Hi guys,
I compared the dihedral coefficients in the loplsaa.lt of the latest moltempalte (2019-8-28) with those of the original papers (Sui, Pluhackova, Böckmann, J.Chem.Theory.Comp (2012), 8(4), 1459 and Pluhackova,…,Böckmann, J.Phys.Chem.B (2015), 119(49), 15287), and I found some problems.
The dihedral style that Böckmann’s group use is Ryckaert-Bellemans (RB) function:
V = C0 + C1 cos(ϕ) + C2 cos(ϕ)^2 + C3 cos(ϕ)^3
In the moltemplate version (or more accurately, the Tinker version), the dihedral style is a Fourier function, which is called “opls” in LAMMPS:
V = 1/2 * [F1(1+cos(ϕ))+F2(1−cos(2ϕ))+F3(1+cos(3ϕ))+F4(1−cos(4ϕ))]
There is conversion relation to translate a Fourier function to the RB function:
C0 = F2 + (F1+F3)/2.0
C1 = 0.5 * (-F1+3F3)
C2 = -1.0F2 + 4*F4
C3 = -2 * F3
see Eq. (33) of this Gromacs doc:
http://manual.gromacs.org/current/reference-manual/functions/bonded-interactions.html
However, using the above relation to translate a RB function to a Fourier function could sometimes lead to mistake. If you use the above relation to convert the parameters for RB (C0~C3) to “opls” parameters (F1~F4), you’ll find you don’t really need C0, C1~C3 are sufficient to yield F1~F3, and F4 = 0. This is how Tinker convert the parameters to “opls” form. Then when you use these resulted F1~F4 to calculate back to C0’~C3’, you’ll find the C0’ don’t equal to the original C0. (I’ve tested the parameters from loplsaa.lt, trying to convert them back to the orignal RB form, and it turned out that I obtained correct C1~C3 but failed to get correct C0). Böckmann’s group also performed a conversion in their first lopls paper (Siu et al. 2012, see Table 2). If you use the above relation to convert their Fourier dihedral parameters (middle part of that table), you can’t get their correct C0 either.
Actually, given a RB function with C0,C1,C2,C3, the corresonding Fourier function should be:
V = 1/2 * [F0(1+cos(0)+F1(1+cos(ϕ))+F2(1−cos(2ϕ))+F3(1+cos(3ϕ))+F4(1−cos(4ϕ)]
= F0 + 1/2 * [F1(1+cos(ϕ))+F2(1−cos(2ϕ))+F3(1+cos(3ϕ))+F4(1−cos(4ϕ)]
I guess this may be what Böckmann’s group actually used for conversion. The constant term, F0, is essential to account for the C0. Using this form to translate their Fourier parameters, I successfully reproduced the C0~C4.
Therefore, I think we can’t use “opls” dihedral-style in LAMMPS to convert the RB dihedral function (like Tinker did). Instead, an option is to use “multi/harmonic” dihedral-style in LAMMPS which is the same form as the RB function.
I hope anyone can correct me if I’m wrong. Any comments or ideas are welcome!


Task details: Exact copies of all the lines below are required, with the pictures omitted.

Figure content listings:
========================================

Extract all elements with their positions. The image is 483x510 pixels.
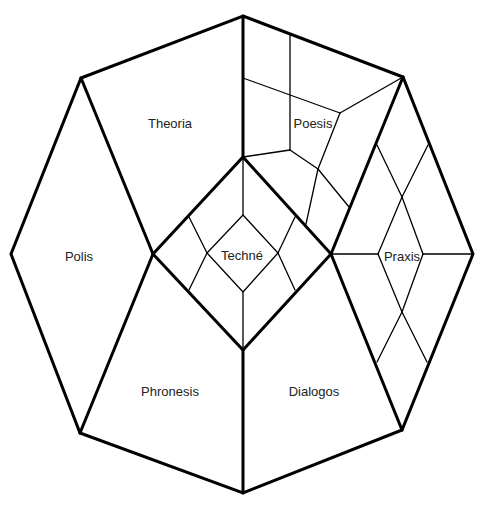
label-techne: Techné [221, 249, 263, 262]
label-praxis: Praxis [384, 250, 420, 263]
label-polis: Polis [65, 250, 93, 263]
label-theoria: Theoria [148, 117, 192, 130]
label-poesis: Poesis [293, 117, 332, 130]
label-phronesis: Phronesis [141, 385, 199, 398]
label-dialogos: Dialogos [289, 385, 340, 398]
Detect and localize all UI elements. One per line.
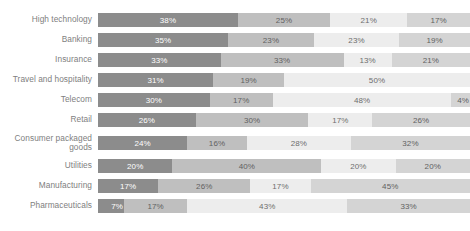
- bar-segment: 17%: [308, 113, 372, 127]
- bar-segment: 38%: [98, 13, 238, 27]
- bar-segment: 17%: [124, 199, 187, 213]
- stacked-bar: 30%17%48%4%: [98, 93, 470, 107]
- segment-value-label: 19%: [426, 36, 442, 45]
- bar-segment: 21%: [392, 53, 470, 67]
- row-label-line1: Travel and hospitality: [13, 74, 92, 84]
- chart-row: Utilities20%40%20%20%: [0, 159, 470, 173]
- chart-row: Banking35%23%23%19%: [0, 33, 470, 47]
- stacked-bar: 31%19%50%: [98, 73, 470, 87]
- stacked-bar: 7%17%43%33%: [98, 199, 470, 213]
- bar-segment: 20%: [321, 159, 395, 173]
- segment-value-label: 48%: [354, 96, 370, 105]
- row-label-line1: Utilities: [65, 160, 92, 170]
- segment-value-label: 43%: [259, 202, 275, 211]
- segment-value-label: 13%: [360, 56, 376, 65]
- bar-segment: 48%: [273, 93, 452, 107]
- segment-value-label: 25%: [276, 16, 292, 25]
- row-label-line1: Insurance: [55, 54, 92, 64]
- stacked-bar: 35%23%23%19%: [98, 33, 470, 47]
- bar-segment: 26%: [158, 179, 250, 193]
- bar-segment: 23%: [314, 33, 400, 47]
- segment-value-label: 20%: [425, 162, 441, 171]
- row-label-line2: goods: [0, 143, 92, 152]
- segment-value-label: 31%: [148, 76, 164, 85]
- bar-segment: 26%: [98, 113, 196, 127]
- chart-row: Manufacturing17%26%17%45%: [0, 179, 470, 193]
- segment-value-label: 23%: [348, 36, 364, 45]
- segment-value-label: 30%: [146, 96, 162, 105]
- chart-row: Pharmaceuticals7%17%43%33%: [0, 199, 470, 213]
- row-label-line1: Retail: [70, 114, 92, 124]
- bar-segment: 21%: [330, 13, 407, 27]
- bar-segment: 33%: [347, 199, 470, 213]
- bar-segment: 23%: [228, 33, 314, 47]
- bar-segment: 20%: [98, 159, 172, 173]
- bar-segment: 28%: [247, 136, 351, 150]
- bar-segment: 17%: [210, 93, 273, 107]
- bar-segment: 33%: [98, 53, 221, 67]
- bar-segment: 13%: [344, 53, 392, 67]
- stacked-bar: 20%40%20%20%: [98, 159, 470, 173]
- row-label-utilities: Utilities: [0, 161, 98, 170]
- chart-row: Consumer packagedgoods24%16%28%32%: [0, 133, 470, 153]
- row-label-travel-and-hospitality: Travel and hospitality: [0, 75, 98, 84]
- bar-segment: 43%: [187, 199, 347, 213]
- row-label-line1: Pharmaceuticals: [30, 200, 92, 210]
- row-label-telecom: Telecom: [0, 95, 98, 104]
- row-label-manufacturing: Manufacturing: [0, 181, 98, 190]
- row-label-retail: Retail: [0, 115, 98, 124]
- row-label-line1: Manufacturing: [39, 180, 92, 190]
- segment-value-label: 17%: [332, 116, 348, 125]
- segment-value-label: 26%: [139, 116, 155, 125]
- bar-segment: 33%: [221, 53, 344, 67]
- row-label-line1: Telecom: [61, 94, 92, 104]
- bar-segment: 17%: [98, 179, 158, 193]
- chart-row: Insurance33%33%13%21%: [0, 53, 470, 67]
- segment-value-label: 17%: [272, 182, 288, 191]
- chart-row: Telecom30%17%48%4%: [0, 93, 470, 107]
- segment-value-label: 30%: [244, 116, 260, 125]
- bar-segment: 7%: [98, 199, 124, 213]
- segment-value-label: 24%: [134, 139, 150, 148]
- segment-value-label: 4%: [457, 96, 469, 105]
- segment-value-label: 20%: [127, 162, 143, 171]
- row-label-line1: Banking: [62, 34, 92, 44]
- stacked-bar: 33%33%13%21%: [98, 53, 470, 67]
- bar-segment: 35%: [98, 33, 228, 47]
- segment-value-label: 19%: [240, 76, 256, 85]
- segment-value-label: 26%: [196, 182, 212, 191]
- row-label-insurance: Insurance: [0, 55, 98, 64]
- segment-value-label: 7%: [111, 202, 123, 211]
- chart-row: Travel and hospitality31%19%50%: [0, 73, 470, 87]
- bar-segment: 25%: [238, 13, 330, 27]
- segment-value-label: 38%: [160, 16, 176, 25]
- segment-value-label: 21%: [423, 56, 439, 65]
- segment-value-label: 26%: [413, 116, 429, 125]
- bar-segment: 31%: [98, 73, 213, 87]
- bar-segment: 20%: [396, 159, 470, 173]
- bar-segment: 32%: [351, 136, 470, 150]
- chart-rows: High technology38%25%21%17%Banking35%23%…: [0, 13, 470, 219]
- segment-value-label: 20%: [350, 162, 366, 171]
- bar-segment: 16%: [187, 136, 247, 150]
- segment-value-label: 33%: [151, 56, 167, 65]
- bar-segment: 19%: [213, 73, 284, 87]
- row-label-banking: Banking: [0, 35, 98, 44]
- bar-segment: 45%: [311, 179, 470, 193]
- segment-value-label: 28%: [291, 139, 307, 148]
- bar-segment: 40%: [172, 159, 321, 173]
- segment-value-label: 50%: [369, 76, 385, 85]
- bar-segment: 24%: [98, 136, 187, 150]
- bar-segment: 4%: [451, 93, 470, 107]
- bar-segment: 30%: [98, 93, 210, 107]
- stacked-bar-chart: High technology38%25%21%17%Banking35%23%…: [0, 0, 470, 231]
- stacked-bar: 17%26%17%45%: [98, 179, 470, 193]
- row-label-consumer-packaged: Consumer packagedgoods: [0, 134, 98, 152]
- segment-value-label: 16%: [209, 139, 225, 148]
- stacked-bar: 26%30%17%26%: [98, 113, 470, 127]
- segment-value-label: 33%: [274, 56, 290, 65]
- chart-row: High technology38%25%21%17%: [0, 13, 470, 27]
- bar-segment: 19%: [399, 33, 470, 47]
- segment-value-label: 35%: [155, 36, 171, 45]
- segment-value-label: 32%: [402, 139, 418, 148]
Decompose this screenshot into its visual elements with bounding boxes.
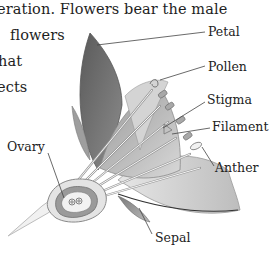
anther-ring <box>189 141 202 152</box>
label-anther: Anther <box>215 160 259 175</box>
label-stigma: Stigma <box>207 92 252 107</box>
label-petal: Petal <box>208 24 240 39</box>
sepal <box>118 196 150 222</box>
label-pollen: Pollen <box>208 59 247 74</box>
label-ovary: Ovary <box>7 139 45 154</box>
label-sepal: Sepal <box>155 230 190 245</box>
label-filament: Filament <box>212 119 268 134</box>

========================================

Result below:
Extract all elements with their positions. The image is 483x510 pixels.
label-techne: Techné [221, 249, 263, 262]
label-praxis: Praxis [384, 250, 420, 263]
label-polis: Polis [65, 250, 93, 263]
label-theoria: Theoria [148, 117, 192, 130]
label-poesis: Poesis [293, 117, 332, 130]
label-phronesis: Phronesis [141, 385, 199, 398]
label-dialogos: Dialogos [289, 385, 340, 398]
Detect and localize all UI elements. One per line.
- bar-segment: 17%: [308, 113, 372, 127]
- bar-segment: 38%: [98, 13, 238, 27]
- bar-segment: 17%: [124, 199, 187, 213]
- stacked-bar: 30%17%48%4%: [98, 93, 470, 107]
- segment-value-label: 19%: [426, 36, 442, 45]
- bar-segment: 21%: [392, 53, 470, 67]
- row-label-line1: Travel and hospitality: [13, 74, 92, 84]
- chart-row: Utilities20%40%20%20%: [0, 159, 470, 173]
- chart-row: Banking35%23%23%19%: [0, 33, 470, 47]
- stacked-bar: 31%19%50%: [98, 73, 470, 87]
- stacked-bar: 7%17%43%33%: [98, 199, 470, 213]
- bar-segment: 20%: [321, 159, 395, 173]
- segment-value-label: 48%: [354, 96, 370, 105]
- row-label-line1: Utilities: [65, 160, 92, 170]
- segment-value-label: 43%: [259, 202, 275, 211]
- segment-value-label: 13%: [360, 56, 376, 65]
- bar-segment: 48%: [273, 93, 452, 107]
- segment-value-label: 25%: [276, 16, 292, 25]
- row-label-line1: Insurance: [55, 54, 92, 64]
- stacked-bar: 35%23%23%19%: [98, 33, 470, 47]
- bar-segment: 26%: [158, 179, 250, 193]
- bar-segment: 23%: [314, 33, 400, 47]
- segment-value-label: 20%: [425, 162, 441, 171]
- row-label-line2: goods: [0, 143, 92, 152]
- segment-value-label: 31%: [148, 76, 164, 85]
- bar-segment: 26%: [98, 113, 196, 127]
- chart-row: Manufacturing17%26%17%45%: [0, 179, 470, 193]
- segment-value-label: 23%: [348, 36, 364, 45]
- segment-value-label: 30%: [146, 96, 162, 105]
- chart-row: Pharmaceuticals7%17%43%33%: [0, 199, 470, 213]
- row-label-line1: Retail: [70, 114, 92, 124]
- bar-segment: 21%: [330, 13, 407, 27]
- bar-segment: 33%: [347, 199, 470, 213]
- bar-segment: 23%: [228, 33, 314, 47]
- bar-segment: 20%: [98, 159, 172, 173]
- bar-segment: 28%: [247, 136, 351, 150]
- bar-segment: 17%: [210, 93, 273, 107]
- bar-segment: 33%: [98, 53, 221, 67]
- bar-segment: 13%: [344, 53, 392, 67]
- stacked-bar: 20%40%20%20%: [98, 159, 470, 173]
- row-label-utilities: Utilities: [0, 161, 98, 170]
- chart-row: Consumer packagedgoods24%16%28%32%: [0, 133, 470, 153]
- row-label-travel-and-hospitality: Travel and hospitality: [0, 75, 98, 84]
- bar-segment: 43%: [187, 199, 347, 213]
- row-label-line1: Pharmaceuticals: [30, 200, 92, 210]
- row-label-telecom: Telecom: [0, 95, 98, 104]
- row-label-manufacturing: Manufacturing: [0, 181, 98, 190]
- row-label-retail: Retail: [0, 115, 98, 124]
- row-label-line1: Manufacturing: [39, 180, 92, 190]
- segment-value-label: 17%: [332, 116, 348, 125]
- segment-value-label: 26%: [139, 116, 155, 125]
- bar-segment: 33%: [221, 53, 344, 67]
- row-label-line1: Telecom: [61, 94, 92, 104]
- bar-segment: 17%: [98, 179, 158, 193]
- chart-row: Insurance33%33%13%21%: [0, 53, 470, 67]
- segment-value-label: 17%: [272, 182, 288, 191]
- chart-row: Telecom30%17%48%4%: [0, 93, 470, 107]
- segment-value-label: 30%: [244, 116, 260, 125]
- bar-segment: 7%: [98, 199, 124, 213]
- segment-value-label: 24%: [134, 139, 150, 148]
- segment-value-label: 4%: [457, 96, 469, 105]
- segment-value-label: 20%: [127, 162, 143, 171]
- row-label-line1: Banking: [62, 34, 92, 44]
- stacked-bar: 33%33%13%21%: [98, 53, 470, 67]
- bar-segment: 35%: [98, 33, 228, 47]
- segment-value-label: 19%: [240, 76, 256, 85]
- segment-value-label: 26%: [196, 182, 212, 191]
- row-label-insurance: Insurance: [0, 55, 98, 64]
- segment-value-label: 7%: [111, 202, 123, 211]
- chart-row: Travel and hospitality31%19%50%: [0, 73, 470, 87]
- bar-segment: 25%: [238, 13, 330, 27]
- segment-value-label: 38%: [160, 16, 176, 25]
- segment-value-label: 21%: [423, 56, 439, 65]
- segment-value-label: 26%: [413, 116, 429, 125]
- bar-segment: 31%: [98, 73, 213, 87]
- bar-segment: 20%: [396, 159, 470, 173]
- bar-segment: 32%: [351, 136, 470, 150]
- chart-rows: High technology38%25%21%17%Banking35%23%…: [0, 13, 470, 219]
- segment-value-label: 20%: [350, 162, 366, 171]
- bar-segment: 16%: [187, 136, 247, 150]
- segment-value-label: 33%: [151, 56, 167, 65]
- bar-segment: 19%: [213, 73, 284, 87]
- row-label-banking: Banking: [0, 35, 98, 44]
- bar-segment: 45%: [311, 179, 470, 193]
- segment-value-label: 28%: [291, 139, 307, 148]
- bar-segment: 40%: [172, 159, 321, 173]
- segment-value-label: 50%: [369, 76, 385, 85]
- bar-segment: 24%: [98, 136, 187, 150]
- bar-segment: 4%: [451, 93, 470, 107]
- bar-segment: 30%: [98, 93, 210, 107]
- stacked-bar-chart: High technology38%25%21%17%Banking35%23%…: [0, 0, 470, 231]
- stacked-bar: 17%26%17%45%: [98, 179, 470, 193]
- row-label-consumer-packaged: Consumer packagedgoods: [0, 134, 98, 152]
- segment-value-label: 16%: [209, 139, 225, 148]
- stacked-bar: 26%30%17%26%: [98, 113, 470, 127]
- segment-value-label: 33%: [274, 56, 290, 65]
- chart-row: High technology38%25%21%17%: [0, 13, 470, 27]
- bar-segment: 19%: [399, 33, 470, 47]
- segment-value-label: 35%: [155, 36, 171, 45]
- segment-value-label: 32%: [402, 139, 418, 148]
Decompose this screenshot into its visual elements with bounding boxes.
anther-ring <box>189 141 202 152</box>
label-anther: Anther <box>215 160 259 175</box>
label-stigma: Stigma <box>207 92 252 107</box>
label-petal: Petal <box>208 24 240 39</box>
sepal <box>118 196 150 222</box>
label-pollen: Pollen <box>208 59 247 74</box>
label-ovary: Ovary <box>7 139 45 154</box>
label-sepal: Sepal <box>155 230 190 245</box>
label-filament: Filament <box>212 119 268 134</box>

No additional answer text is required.